Monday, December 27, 2010

Marty St. Louis plays for Tampa Bay Lightning despite flu

By Joe Smith, Times Staff Writer
Sunday, December 26, 2010

ATLANTA — The streak is still alive.

Though there was doubt whether Lightning RW Marty St. Louis would play Sunday in his 426th consecutive game, the assistant captain found a way to stay in the lineup against the Thrashers and make an impact.

"He's a warrior," captain Vinny Lecavalier said.

It didn't look good early in the day, as St. Louis, battling the flu, did not travel with the team to Atlanta and missed the morning skate. Coach Guy Boucher said St. Louis had been throwing up throughout Saturday night and called head athletic trainer Tommy Mulligan at 1 a.m. and 4 a.m. Boucher said he found out about St. Louis' condition in a call from him before the 8:30 a.m. charter flight out of Tampa.

"I got (the call) coming to the airport," Boucher said. "He said, 'How you doing, Coach? I said, 'Good, and you?' 'Well, you might not feel so good after this.' Obviously it's Marty, so we need him."

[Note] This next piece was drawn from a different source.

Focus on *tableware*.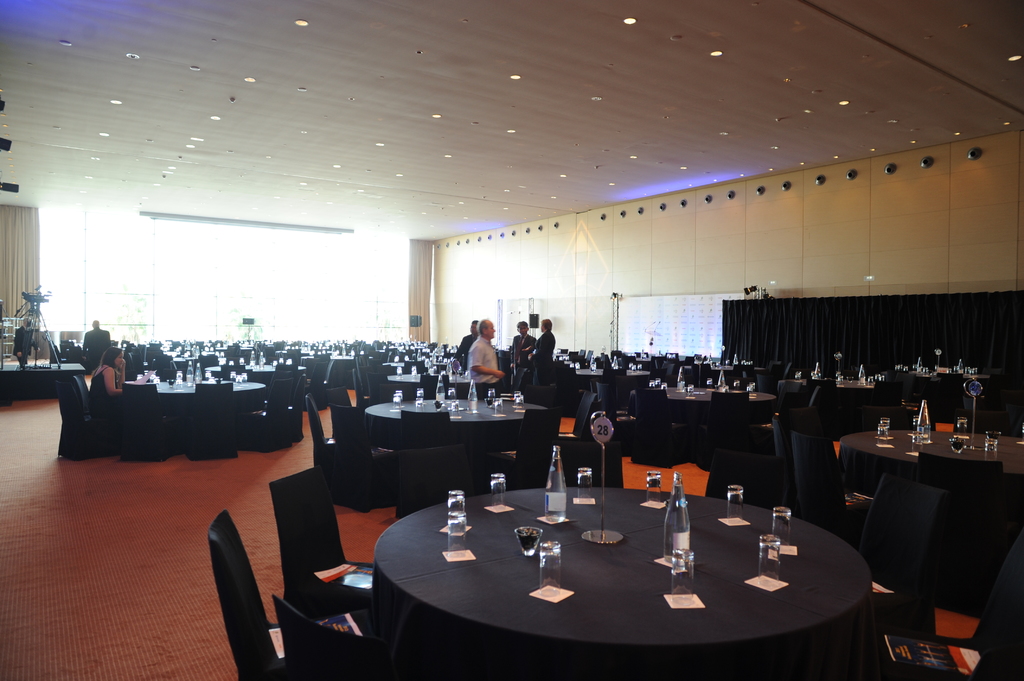
Focused at rect(948, 437, 965, 453).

St. Louis ended up taking a later commercial flight, arriving in the afternoon. He said the extra sleep and IV treatments helped. Though St. Louis said he wasn't his usual self on the ice, he picked up two assists, as well as a cut under his left eye from a high stick, an interesting end to a "weird 24 hours."

"You can look at it like, 'What a bad day,' " St. Louis said. "But, for me, it's a great day compared to how it started at midnight."

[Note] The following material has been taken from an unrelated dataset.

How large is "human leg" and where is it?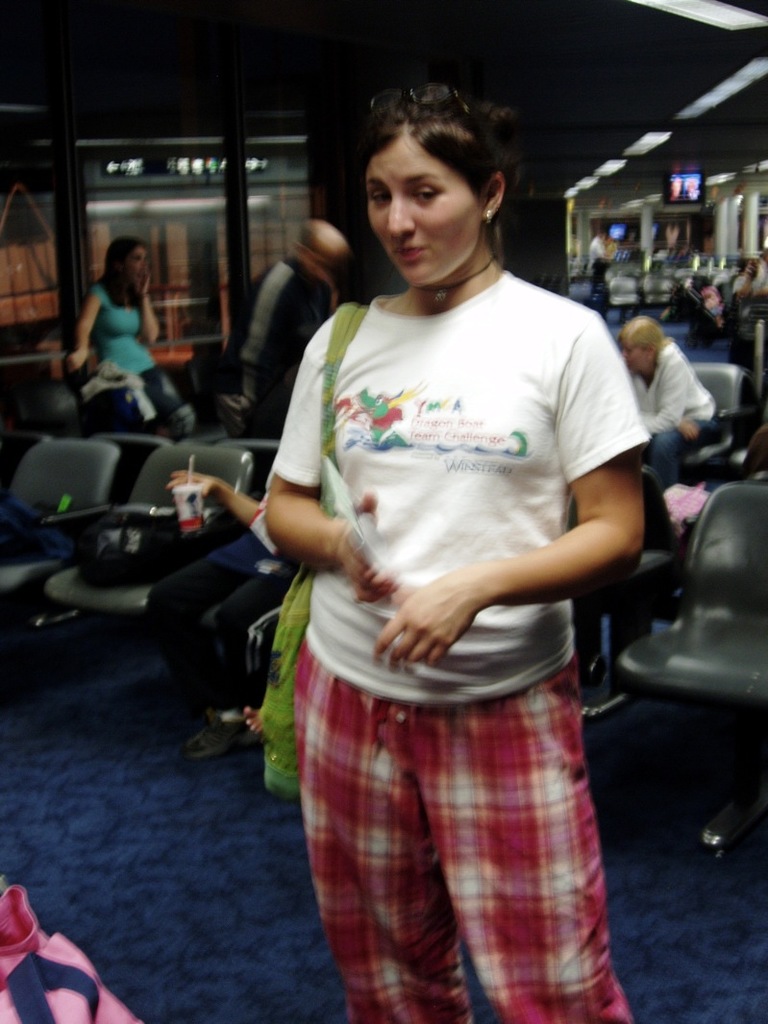
Bounding box: left=423, top=665, right=637, bottom=1023.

CASE CLOSED: Though C Nate Thompson and Thrashers LW Eric Boulton engaged in a back-and-forth a couple of weeks ago about Boulton's knee-to-knee hit on Thompson in their last matchup, they didn't anticipate it being an issue Sunday.

Thompson hyperextended his left knee on the Dec. 15 hit, which he believed was intentional and called "awful." Boulton said it was "100 percent unintentional," quipping, "Who's Nate Thompson?"

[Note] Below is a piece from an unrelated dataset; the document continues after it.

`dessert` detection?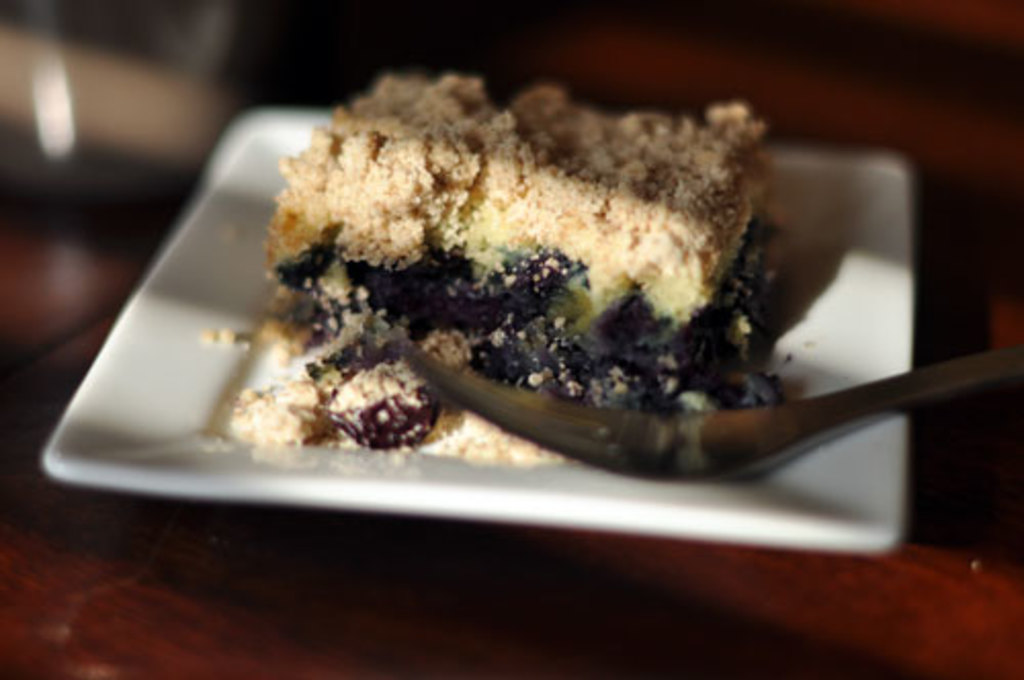
[left=236, top=74, right=834, bottom=483]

Sunday morning, Thompson said he considered the matter closed, especially with both teams battling for the top spots in the Southeast Division.

"He plays the game hard, we both said what we had to say in the heat of the moment," Thompson said. "I don't expect anything to happen. The teams are just going to go out and try to win. What's done is done. These are huge points, it's a battle for first place right now."

OUTSIDE THE BOX: Boucher said he has noticed teams playing more disciplined against the Lightning, partly to avoid Tampa Bay's power play, which entered Sunday ranked third in the league (24.2 percent).

"Very much so," Boucher said. "They look at the power play and they want to take that away because it is one of our weapons."

And the Lightning's lack of power-play chances during some games are not due to lack of effort, Boucher said.

"We're skating hard — we're probably skating harder now than we were ever," he said. "Teams are just not hooking us any more. They'd rather let us go with a bit of space rather than try to grab us."

MISCELLANY: D Matt Smaby was a healthy scratch. … With G Cedrick Desjardins with the Lightning while G Mike Smith (knee) recovers, G Jaroslav Janus was reassigned from ECHL Florida to AHL Norfolk.